Part of a Broader Strategy to Preserve Resource Adequacy
The October NOFO represents one facet of a broader DOE strategy aimed at preserving thermal generation capacity. Since May 2025, the agency has issued nine emergency orders under Section 202(c) of the Federal Power Act directing grid operators and utilities to maintain specified fossil and nuclear units. In May, the DOE issued separate orders to MISO to keep the J.H. Campbell coal plant in Michigan online, and renewed the order in August. Similar emergency directives have targeted Constellation Energy’s Eddystone generating units in Pennsylvania (orders issued in May and August, extended through November), Talen Energy’s Wagner station in PJM (orders issued in July and October, continuing through December), Duke Energy Carolinas units during extreme weather in June, and PREPA generation and transmission assets in Puerto Rico (orders issued in May and renewed in August, through mid-November).
However, the emergency orders have created immediate cost burdens and regulatory complexities, at least for Consumers Energy. The company disclosed in its latest earnings report that during the initial 90-day J.H. Campbell emergency-order period (May 20–Aug. 20, 2025), the utility incurred a net financial impact of $53 million after accounting for $67 million in MISO market revenues. For the second 90-day order period (Aug. 20–Nov 19, 2025) through Sept. 30, it reported a net compliance cost of $27 million after applying $17 million in MISO revenues.
To address cost allocation, Consumers filed a complaint at the Federal Energy Regulatory Commission (FERC) in June 2025 seeking modification of the MISO tariff to establish a regional cost-recovery mechanism. “Consistent with the Federal Power Act and the U.S. Department of Energy regulations, the order authorizes Consumers to obtain cost recovery at FERC,” the utility noted in its earnings disclosure. In August 2025, FERC granted the complaint and ordered MISO to submit a revised tariff. MISO filed its compliance proposal in September 2025, but FERC approval is still pending.
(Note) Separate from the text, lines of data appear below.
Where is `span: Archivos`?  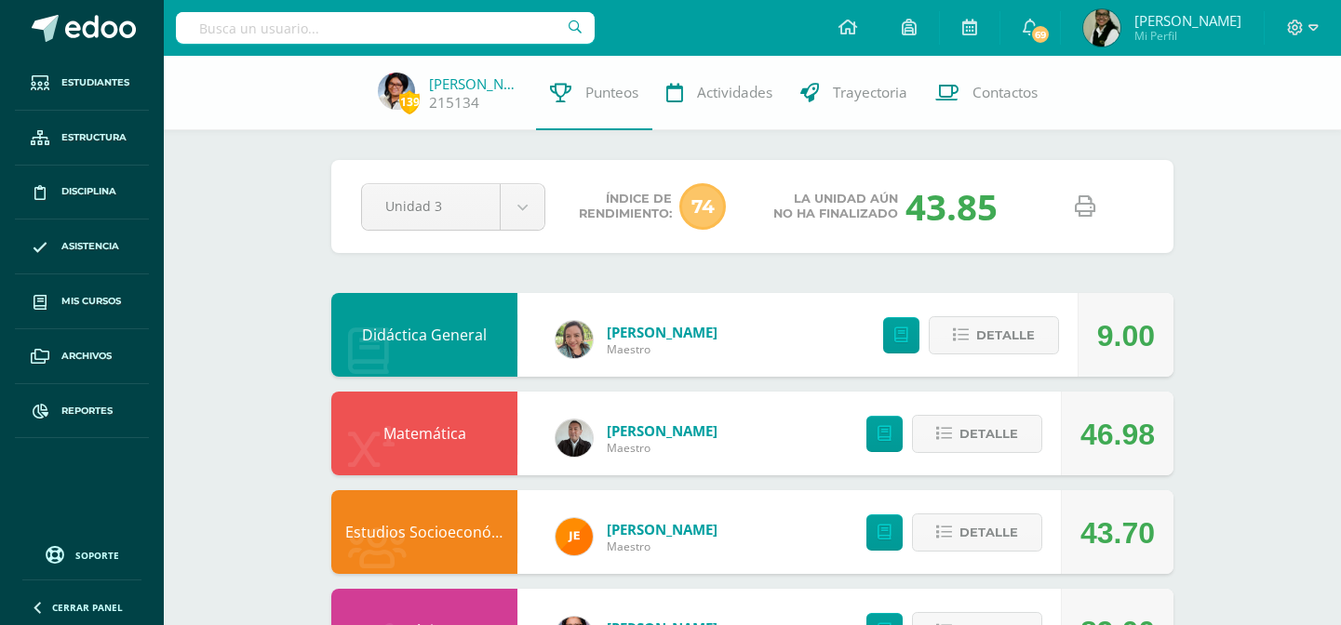 span: Archivos is located at coordinates (87, 356).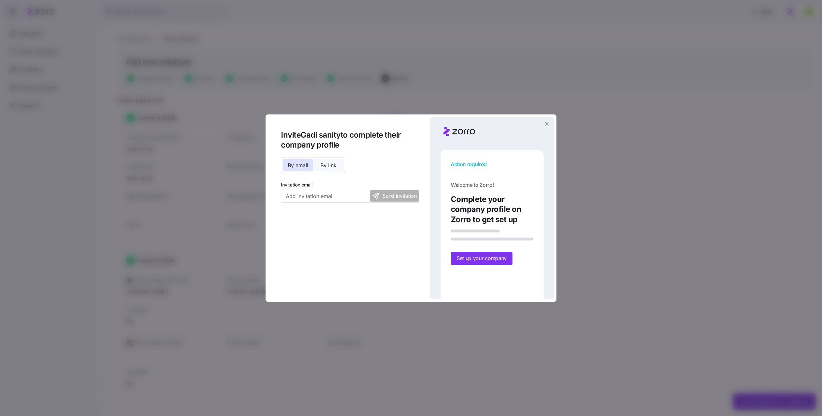 This screenshot has height=416, width=822. Describe the element at coordinates (297, 185) in the screenshot. I see `label: Invitation email` at that location.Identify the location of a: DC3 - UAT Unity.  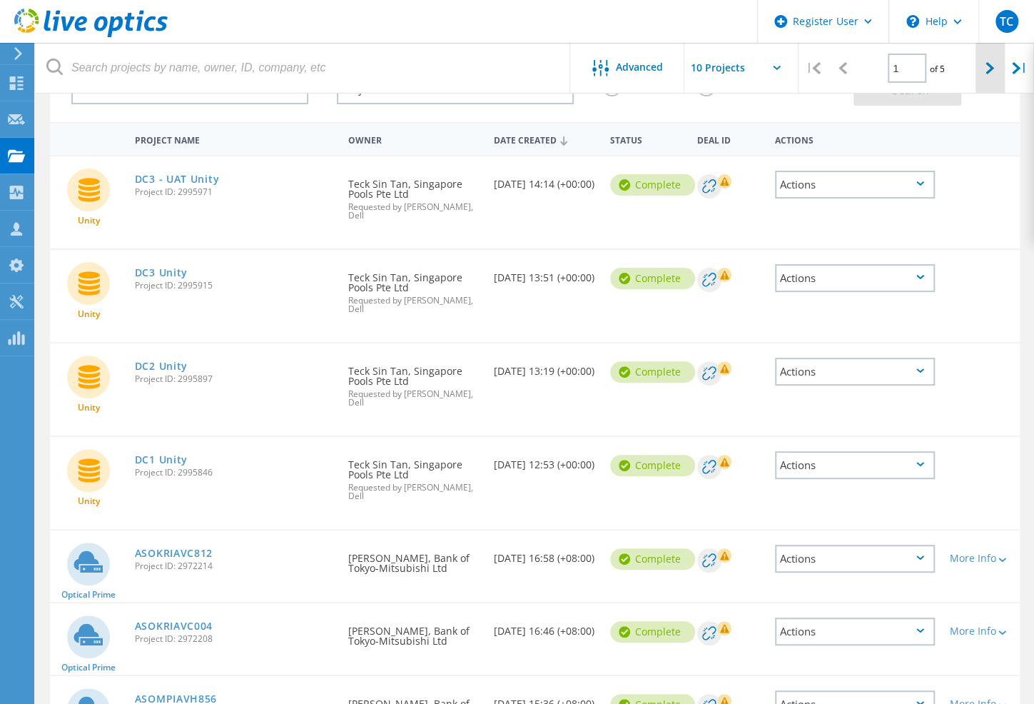
(177, 179).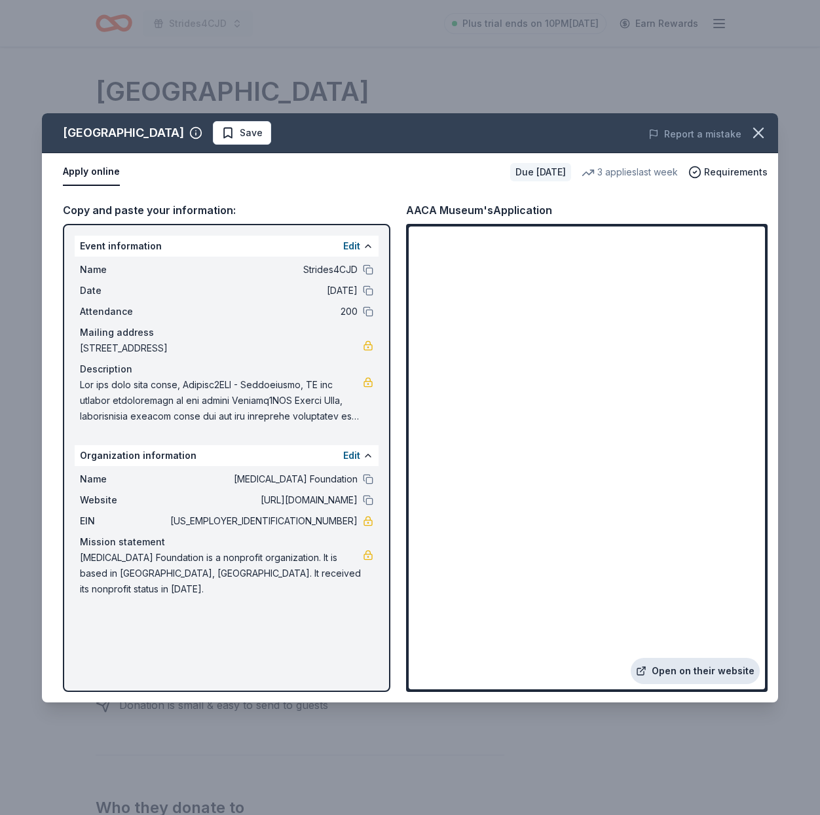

The cost-allocation dispute signals a brewing tension between emergency orders that mandate generation availability to address grid reliability, but do not automatically establish the tariff mechanisms or cost-sharing frameworks needed to make such mandates financially sustainable. Consumers noted that it cannot predict the “long-term impact” of the orders or potential litigation surrounding them, particularly as the utility pursues its stated clean-energy plan, which targets 60% renewable energy by 2035 and 100% clean energy by 2040. The utility also flagged the possibility of additional DOE emergency orders affecting J.H. Campbell or similar facilities.